From International Socialism, No.16, Spring 1964, p.1.
Transcribed & marked up by Einde O’Callaghan for ETOL.


Could anything be more ludicrous than Labour’s translation into the Growth Party? It is not so long since the party saw education as a means of enriching people, planning of cities as a way of bettering their lives, nationalisation as a dimly-conceived transition to a new society, ‘more now’ as its overriding justification. And now. Education is for skills, planning for transport, nationalisation – in so far as it forms part of the pharmacopoeia – for efficiency, and more tomorrow the last remnant of the mighty reformism that was Labour. From being a petitioner of capital, mostly humble, occasionally importunate, it has became, at least at the leadership levels, its foreman.

Its standing orders have been set out often enough. British capital is uniquely exposed and increasingly uncompetitive internationally. What it needs above all is to increase investment, output and exports without the greater activity resulting in a disproportionately-rising wage bill. A year ago it thought the cure lay in Europe – the ‘whiff of competition,’ it was argued, would have made business stand firm against wage drift. Forced to look elsewhere, it now sees salvation in wage freeze, which, to be administered at all, must be administered by Labour. ‘The strongest economic argument for getting the election over concerns wages pressure,’ wrote The Times (20 February), ‘... an “incomes policy” is a sine qua non of success. Yet it is becoming less and less likely that the Government will get very much farther towards a co-operative incomes policy before a general election.’ Nor, if it remains a Tory government, after an election either. Enter Labour. The party’s dilemma is cruel. The old luxuries of loosely-knit capitalism – the chance to differentiate between political and industrial aims, between parliamentary and extra-parliamentary action – don’t exist any longer in our world of national economic policies. Now, if it is to sustain the capitalist framework within which it has always operated, the party must alienate its traditional working-class support; if it is to retain that support, it will need to go beyond the accepted framework.

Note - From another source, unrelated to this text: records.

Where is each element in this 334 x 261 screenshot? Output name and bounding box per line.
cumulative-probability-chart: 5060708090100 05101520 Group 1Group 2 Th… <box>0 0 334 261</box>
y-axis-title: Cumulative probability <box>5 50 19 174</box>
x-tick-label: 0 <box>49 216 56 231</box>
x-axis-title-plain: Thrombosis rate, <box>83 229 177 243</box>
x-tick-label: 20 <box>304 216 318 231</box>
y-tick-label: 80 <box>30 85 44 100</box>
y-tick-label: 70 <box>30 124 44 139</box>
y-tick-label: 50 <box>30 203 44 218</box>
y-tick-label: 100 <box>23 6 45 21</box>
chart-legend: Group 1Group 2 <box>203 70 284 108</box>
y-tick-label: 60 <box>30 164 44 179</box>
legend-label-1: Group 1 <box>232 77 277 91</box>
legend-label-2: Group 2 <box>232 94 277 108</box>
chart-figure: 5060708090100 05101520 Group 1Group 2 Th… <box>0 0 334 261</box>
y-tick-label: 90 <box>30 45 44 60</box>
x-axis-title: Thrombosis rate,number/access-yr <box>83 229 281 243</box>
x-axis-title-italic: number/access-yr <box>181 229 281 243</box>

When it comes to the crunch, this journal believes, the current Labour leadership will opt for the first alternative. But crunches do not come too readily; and in so far as they can be avoided it will avoid them. Pursuing power as well as growth, votes as well as efficiency, Labour will risk alienating its traditional support short of a break. In the event, it might well shy away from wage freeze and into Europe. But wage freeze it will first try.